American Political Integrity Is in a State of Collapse - National Review
There is humor in almost everything, even the fast-motion collapse of honesty and integrity in American political discourse. On Tuesday the Washington Post (no, not the Onion) actually published a piece by former Obama national security-adviser Susan Rice titled, “When the White House twists the truth, we are all less safe.”
Yes, that happened. The woman who went on every major Sunday-morning news program after the Benghazi terrorist attacks and told flat-out falsehoods about its nature and motivations is now lecturing America about integrity. A person who was one of the chief national-security officials when the Obama administration was spinning false narratives about the Iran nuclear deal actually wrote this:
The foundation of the United States’ unrivaled global leadership rests only in part on our military might, the strength of our economy and the power of our ideals. It is also grounded in the perception that the United States is steady, rational, and fact-based. To lead effectively, the United States must maintain respect and trust. So, when a White House deliberately dissembles and serially contorts the facts, its actions pose a serious risk to America’s global leadership, among friends and adversaries alike.
Those words are true. Too bad she disregarded them when the truth was politically inconvenient.
It’s easy to single out disingenuous Democrats. You can do it all day. We’ve spent a week watching Demcrats spill crocodile tears over the Supreme Court, convinced that Neil Gorsuch was basically stealing Merrick Garland’s seat. Yet every sentient being in Washington knows that if the roles were reversed and, say, one of the liberal justices stepped down or passed away in the final months of a Republican presidency, the congressional Democrats would have behaved in the exact, same way, refusing to vote on any Supreme Court nominee the president put forward. In fact, none other than Joe Biden made that same promise more than 20 years before.
Tribalism can be just as corrupting for a coal miner in Kentucky as it can be for a ‘deep state’ intelligence analyst in Langley.
Then we can swing straight back to the Democrats and to Democratic allies within the executive branch. The scale of anonymous and likely illegal leaking is simply astounding. Public officials appear to be willfully disregarding the law and their own promises (federal employees sign a classified-information nondisclosure agreement as a condition of handling classified information) in a tit-for-tat battle against Trump. His administration issues a statement, they respond with a leak. Yesterday, House Intelligence Committee Chair Devin Nunes said that the intelligence community may have picked up Trump-transition-team communications in its surveillance of foreign targets. Hours later, CNN reported that the “FBI has information that indicates associates of President Donald Trump communicated with suspected Russian operatives to possibly coordinate the release of information damaging to Hillary Clinton’s campaign.” Anonymous officials strike again.

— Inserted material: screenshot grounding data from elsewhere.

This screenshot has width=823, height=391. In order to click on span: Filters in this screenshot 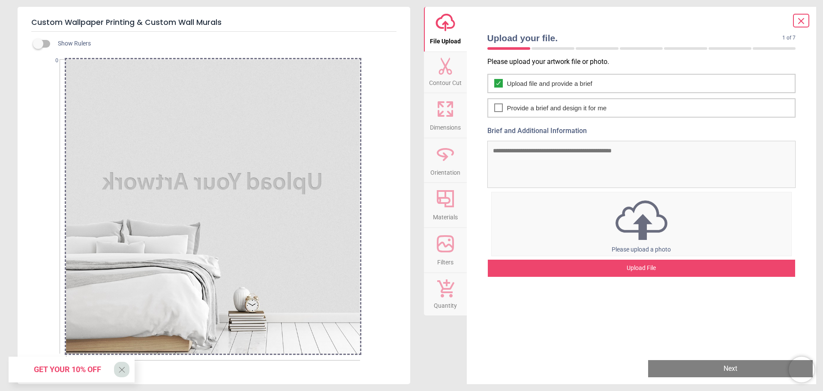, I will do `click(446, 260)`.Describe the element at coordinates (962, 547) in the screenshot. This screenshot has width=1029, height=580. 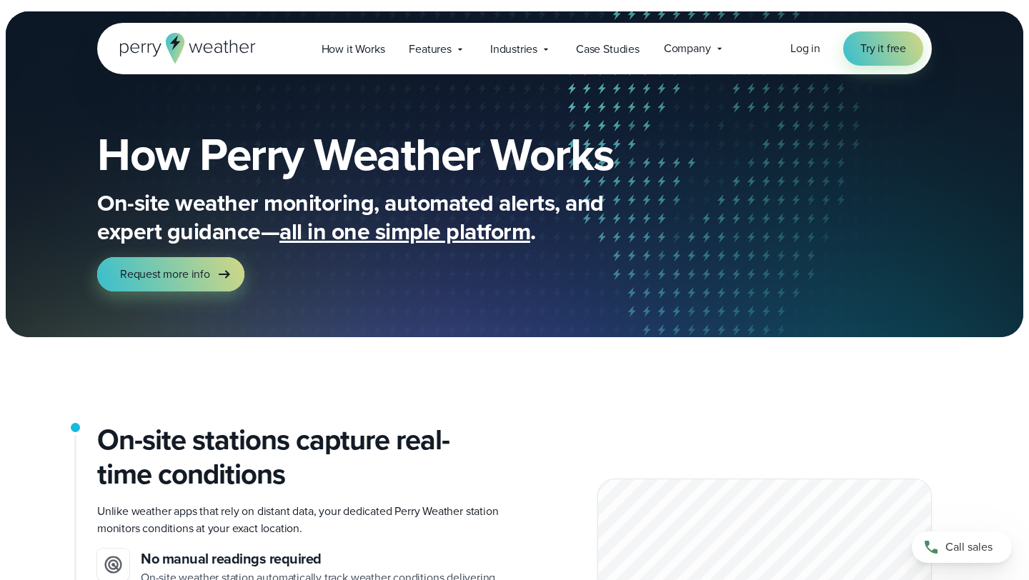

We’re in the middle of a political version of the Iran–Iraq war, where legitimate rage abounds but virtue is hard to find. Or, if you prefer a sitcom analogy, every day is Festivus and we’re trapped in a perpetual airing of the grievances.
All of this nonsense is justified, excused, and indulged through the sheer force of tribalism. Unilateral honesty is seen as unilateral disarmament. It might mean we don’t win. It might mean we can’t adjust tax rates, change insurance regulations, or nominate the right judges. All these things are important, but we can’t miss the cultural forest for the political trees.
In one of John Adams’s most famous letters, he wrote that “our constitution was made for a moral and religious people. It is wholly inadequate to the government of any other.” But earlier in that same letter, he says something of equal power: “We have no government armed with power capable of contending with human passions unbridled by morality and religion. Avarice, ambition, revenge, or gallantry, would break the strongest cords of our Constitution as a whale goes through a net.”
I happen to be more optimistic than Adams. We have more than 200 years of history demonstrating that our constitutional structure can withstand a great deal of “avarice,” “ambition,” and “revenge.” But even the strongest human systems have their limits, and those limits are tested not by tax rates but by human behavior and human integrity. We can fail that test only for so long.
And don’t think for a minute that the blame lies only with lying, leaking elites. These are men and women responding to a political market. Voters say they hate negative ads, but negative ads work. Voters say they dislike dishonest politicians, but Donald Trump and Hillary Clinton were two of the least honest politicians in modern American history. They won their parties’ primaries, and neither race was particularly close. Tribalism can be just as corrupting for a coal miner in Kentucky as it can be for a “deep state” intelligence analyst in Langley. America needs political virtue. Where will she find it?
— David French is a staff writer for National Review, a senior fellow at the National Review Institute, and an attorney.